Found at bothellnaturalmedicine.com
“Come James, you call this tea?”
“I call this America John, but I didn’t call you in for criticism.”
When James heard his friend, part of a famous London detective team would be in LA, desperation compelled him to reach out. Now they were seated in the study of his 1920s mansion once owned by a silent movie star sipping a disappointing Darjeeling.
“My wife has been gone a month and the police are useless.”
“I see.” John noticed that James seemed distracted and kept glancing down. “Are you sure you’re alright?”
“It’s the damned pounding. It won’t go away, John.”
“James, I know you and Mary hadn’t been getting along. Are you sure she just didn’t run off?”
“No, it was foul play. I’m sure of it. Only you can help me, John. Only you can discover…” He stopped talking, picked up his cup and set it down again. He kept staring down at the throw rug and tugging at his ear.
“I agree, James. I know where Mary went now. She never left. Why don’t you lift up the rug and show me how you buried her body under the floorboards.”
“Then you can hear her heartbeat too.”
I wrote this for the Weekend Writing Prompt #40 – Afternoon Tea challenge hosted by Sammi Cox. For prose work, the idea is to use the phrase “Afternoon Tea” to craft a mystery-themed story solved over afternoon tea that is no more than 200 words long. My word count is 200.
First of all, I cry foul, because it’s almost impossible to create a credible mystery including clues in a mere 200 words. But since that’s all I had to work with, I felt forced to “borrow” a pre-existing mystery, in this case Edgar Allan Poe’s The Tell-Tale Heart. I remember having to study this story in Junior High and it totally freaked me out.
I also “borrowed” John Watson as played by actor Martin Freeman in the BBC television series Sherlock which I thoroughly enjoy.
Hopefully you got how my character James murdered his wife Mary and then deposited the corpse under the wooden floorboards of his study in his 1920s spanish mansion in Los Angeles (probably something that looks like this). However guilt makes him continually look back at that section of the floor and has him imagine he can still hear Mary’s heartbeat. John, being no slouch, quickly figures out that James wants John to solve the mystery (it had to be quickly since again…200 words).
This being America, we don’t tend to value our afternoon tea as they do in London.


Exercise description –
List each line of the data that holds the string "with".

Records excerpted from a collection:
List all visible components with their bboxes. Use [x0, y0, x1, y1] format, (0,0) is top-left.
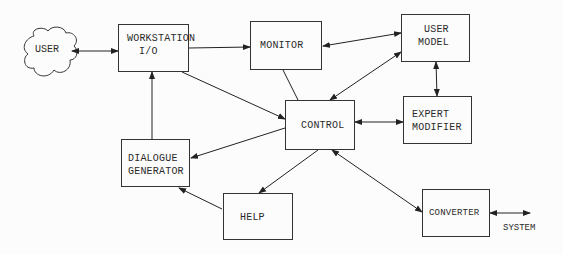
- expert-line1: EXPERT: [412, 108, 449, 121]
- arrow-control-converter: [332, 150, 422, 212]
- help-node: HELP: [223, 193, 293, 240]
- system-label: SYSTEM: [503, 223, 535, 233]
- control-node: CONTROL: [285, 100, 355, 150]
- arrow-control-dialogue: [191, 128, 285, 158]
- converter-node: CONVERTER: [422, 189, 490, 237]
- arrow-control-usermodel: [330, 52, 401, 100]
- control-label: CONTROL: [301, 119, 344, 132]
- arrow-help-dialogue: [179, 188, 222, 209]
- converter-label: CONVERTER: [429, 207, 479, 220]
- expert-line2: MODIFIER: [412, 121, 462, 134]
- user-model-line1: USER: [424, 23, 449, 36]
- arrow-workstation-control: [182, 72, 285, 119]
- arrow-usermodel-expert: [436, 62, 437, 96]
- monitor-node: MONITOR: [250, 21, 322, 70]
- user-node-label: USER: [35, 44, 59, 55]
- workstation-io-node: WORKSTATION I/O: [118, 24, 189, 72]
- dialogue-generator-node: DIALOGUE GENERATOR: [121, 139, 190, 187]
- expert-modifier-node: EXPERT MODIFIER: [403, 96, 472, 144]
- arrow-control-help: [259, 150, 318, 193]
- line-monitor-control: [283, 70, 298, 100]
- dialogue-line2: GENERATOR: [128, 165, 184, 178]
- monitor-label: MONITOR: [260, 39, 303, 52]
- user-model-node: USER MODEL: [401, 14, 470, 62]
- arrow-monitor-usermodel: [323, 33, 401, 46]
- user-model-line2: MODEL: [418, 36, 449, 49]
- workstation-line1: WORKSTATION: [127, 32, 195, 45]
- workstation-line2: I/O: [139, 45, 158, 58]
- help-label: HELP: [240, 211, 265, 224]
- dialogue-line1: DIALOGUE: [128, 152, 178, 165]
- arrow-workstation-monitor: [189, 47, 250, 48]
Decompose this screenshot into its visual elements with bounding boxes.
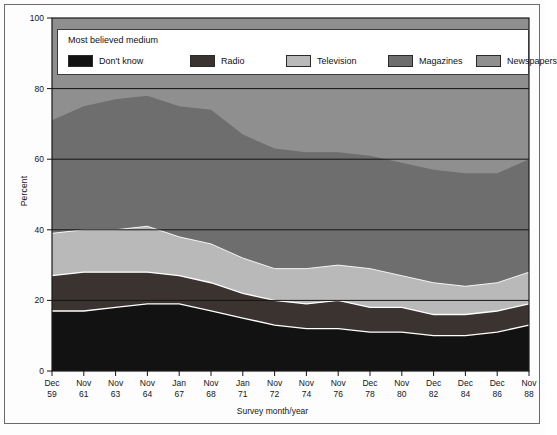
legend-title: Most believed medium [68,35,158,45]
legend-swatch-dont-know [68,55,93,67]
legend-item-radio[interactable]: Radio [190,54,245,68]
y-tick-label: 80 [18,84,44,94]
legend-swatch-newspapers [476,55,501,67]
legend-item-newspapers[interactable]: Newspapers [476,54,557,68]
x-tick-month: Nov [509,378,549,389]
legend-item-dont-know[interactable]: Don't know [68,54,143,68]
y-tick-label: 40 [18,225,44,235]
legend-label-dont-know: Don't know [99,56,143,66]
y-tick-label: 20 [18,295,44,305]
x-tick-label: Nov88 [509,378,549,399]
legend-swatch-magazines [388,55,413,67]
chart-legend: Most believed medium Don't knowRadioTele… [57,29,529,75]
legend-item-magazines[interactable]: Magazines [388,54,463,68]
x-tick-year: 88 [509,389,549,400]
y-tick-label: 0 [18,366,44,376]
x-axis-title: Survey month/year [0,406,545,416]
legend-label-magazines: Magazines [419,56,463,66]
y-axis-title: Percent [19,161,29,221]
legend-label-radio: Radio [221,56,245,66]
legend-label-newspapers: Newspapers [507,56,557,66]
legend-swatch-television [286,55,311,67]
legend-swatch-radio [190,55,215,67]
y-tick-label: 60 [18,154,44,164]
legend-label-television: Television [317,56,357,66]
legend-item-television[interactable]: Television [286,54,357,68]
y-tick-label: 100 [18,13,44,23]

Exercise result –
List all visible components with their bboxes. Use [x0, y0, x1, y1] format, (0,0) is top-left.
Decompose this screenshot into its visual elements with bounding boxes.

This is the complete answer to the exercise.